The worst part of all this, however, I was thinking, as I walked along the avenue towards Lund, past the flow of afternoon traffic, past tree after tree whose trunks were blackened with asphalt dust and car exhaust, so hard and rocklike compared to the expanse of light, green leaves on the branches above, was that at that time I actually regarded myself as a sound judge of character. I had a gift, or so I had deluded myself into thinking, it was something I was good at. Understanding others. While I myself was more of a mystery.

Читать дальше
Тёмная тема
Сбросить

Интервал:

Закладка:

Сделать

Похожие книги на «My Struggle: Book One»

Представляем Вашему вниманию похожие книги на «My Struggle: Book One» списком для выбора.
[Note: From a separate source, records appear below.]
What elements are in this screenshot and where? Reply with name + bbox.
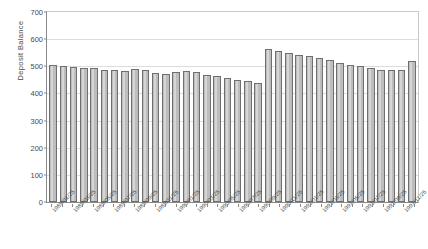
x-axis-tick-mark — [372, 204, 373, 207]
bar-slot — [48, 12, 58, 202]
x-axis-tick-mark — [227, 204, 228, 207]
bar[interactable] — [80, 68, 88, 202]
y-axis-tick-label: 100 — [30, 170, 43, 179]
bar[interactable] — [275, 51, 283, 202]
bar[interactable] — [111, 70, 119, 202]
bar[interactable] — [224, 78, 232, 202]
x-axis-tick-mark — [331, 204, 332, 207]
bar[interactable] — [367, 68, 375, 202]
bar[interactable] — [142, 70, 150, 202]
y-axis-tick-label: 300 — [30, 116, 43, 125]
bar-slot — [356, 12, 366, 202]
bar-slot — [345, 12, 355, 202]
x-axis-tick-mark — [248, 204, 249, 207]
x-axis-tick-mark — [207, 204, 208, 207]
bar-slot — [151, 12, 161, 202]
bar[interactable] — [70, 67, 78, 202]
bar-slot — [407, 12, 417, 202]
x-axis-tick-mark — [414, 204, 415, 207]
bar-slot — [192, 12, 202, 202]
bar[interactable] — [49, 65, 57, 202]
bar-slot — [69, 12, 79, 202]
x-axis-tick-mark — [352, 204, 353, 207]
bar-slot — [243, 12, 253, 202]
bar[interactable] — [336, 63, 344, 202]
bar[interactable] — [357, 66, 365, 202]
bar-slot — [89, 12, 99, 202]
bar[interactable] — [377, 70, 385, 202]
x-axis-tick-mark — [124, 204, 125, 207]
bar-slot — [263, 12, 273, 202]
bar[interactable] — [347, 65, 355, 202]
bar-slot — [171, 12, 181, 202]
x-axis-tick-mark — [310, 204, 311, 207]
bar[interactable] — [234, 80, 242, 202]
bar-slot — [335, 12, 345, 202]
x-axis-tick-mark — [269, 204, 270, 207]
x-axis-tick-mark — [103, 204, 104, 207]
bar[interactable] — [203, 75, 211, 202]
bar[interactable] — [162, 74, 170, 202]
x-axis-tick-mark — [176, 204, 177, 207]
bar-slot — [274, 12, 284, 202]
bar-slot — [212, 12, 222, 202]
bar-slot — [140, 12, 150, 202]
y-axis-title: Deposit Balance — [16, 0, 25, 131]
bar[interactable] — [90, 68, 98, 202]
x-axis-tick-mark — [321, 204, 322, 207]
x-axis-tick-mark — [393, 204, 394, 207]
bar[interactable] — [295, 55, 303, 202]
y-axis-tick-label: 700 — [30, 8, 43, 17]
bar[interactable] — [121, 71, 129, 202]
bar[interactable] — [131, 69, 139, 202]
bar-slot — [79, 12, 89, 202]
bar-slot — [325, 12, 335, 202]
bar-slot — [120, 12, 130, 202]
bar-slot — [181, 12, 191, 202]
x-axis-tick-mark — [165, 204, 166, 207]
bar[interactable] — [408, 61, 416, 202]
bar-slot — [294, 12, 304, 202]
bar-slot — [99, 12, 109, 202]
bar-slot — [233, 12, 243, 202]
x-axis-tick-mark — [144, 204, 145, 207]
x-axis-tick-mark — [82, 204, 83, 207]
bar[interactable] — [254, 83, 262, 202]
bar[interactable] — [306, 56, 314, 202]
bar-slot — [110, 12, 120, 202]
bar[interactable] — [101, 70, 109, 202]
bar[interactable] — [213, 76, 221, 202]
bar-slot — [222, 12, 232, 202]
bar[interactable] — [388, 70, 396, 202]
bar-slot — [130, 12, 140, 202]
bar[interactable] — [265, 49, 273, 202]
bar-slot — [304, 12, 314, 202]
bar-slot — [202, 12, 212, 202]
bar[interactable] — [193, 72, 201, 202]
bar[interactable] — [172, 72, 180, 202]
y-axis-tick-label: 500 — [30, 62, 43, 71]
bar[interactable] — [152, 73, 160, 202]
bar[interactable] — [285, 53, 293, 202]
x-axis-tick-mark — [186, 204, 187, 207]
bar-slot — [376, 12, 386, 202]
bar-slot — [58, 12, 68, 202]
bar-slot — [253, 12, 263, 202]
y-axis-tick-label: 200 — [30, 143, 43, 152]
bar[interactable] — [398, 70, 406, 202]
x-axis: 1989/01/251989/03/251989/05/251989/07/25… — [46, 204, 419, 249]
bar-slot — [386, 12, 396, 202]
bar[interactable] — [326, 60, 334, 202]
y-axis-tick-label: 0 — [39, 198, 43, 207]
bar[interactable] — [244, 81, 252, 202]
y-axis-tick-label: 400 — [30, 89, 43, 98]
bar[interactable] — [60, 66, 68, 202]
plot-area: 0100200300400500600700 — [46, 11, 419, 203]
bar-slot — [366, 12, 376, 202]
bar-series — [47, 12, 418, 202]
bar[interactable] — [183, 71, 191, 202]
bar-slot — [284, 12, 294, 202]
bar[interactable] — [316, 58, 324, 202]
bar-slot — [397, 12, 407, 202]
Мы отобрали схожую по названию и смыслу литературу в надежде предоставить читателям больше вариантов отыскать новые, интересные, ещё непрочитанные произведения.


Отзывы о книге «My Struggle: Book One»

Обсуждение, отзывы о книге «My Struggle: Book One» и просто собственные мнения читателей. Оставьте ваши комментарии, напишите, что Вы думаете о произведении, его смысле или главных героях. Укажите что конкретно понравилось, а что нет, и почему Вы так считаете.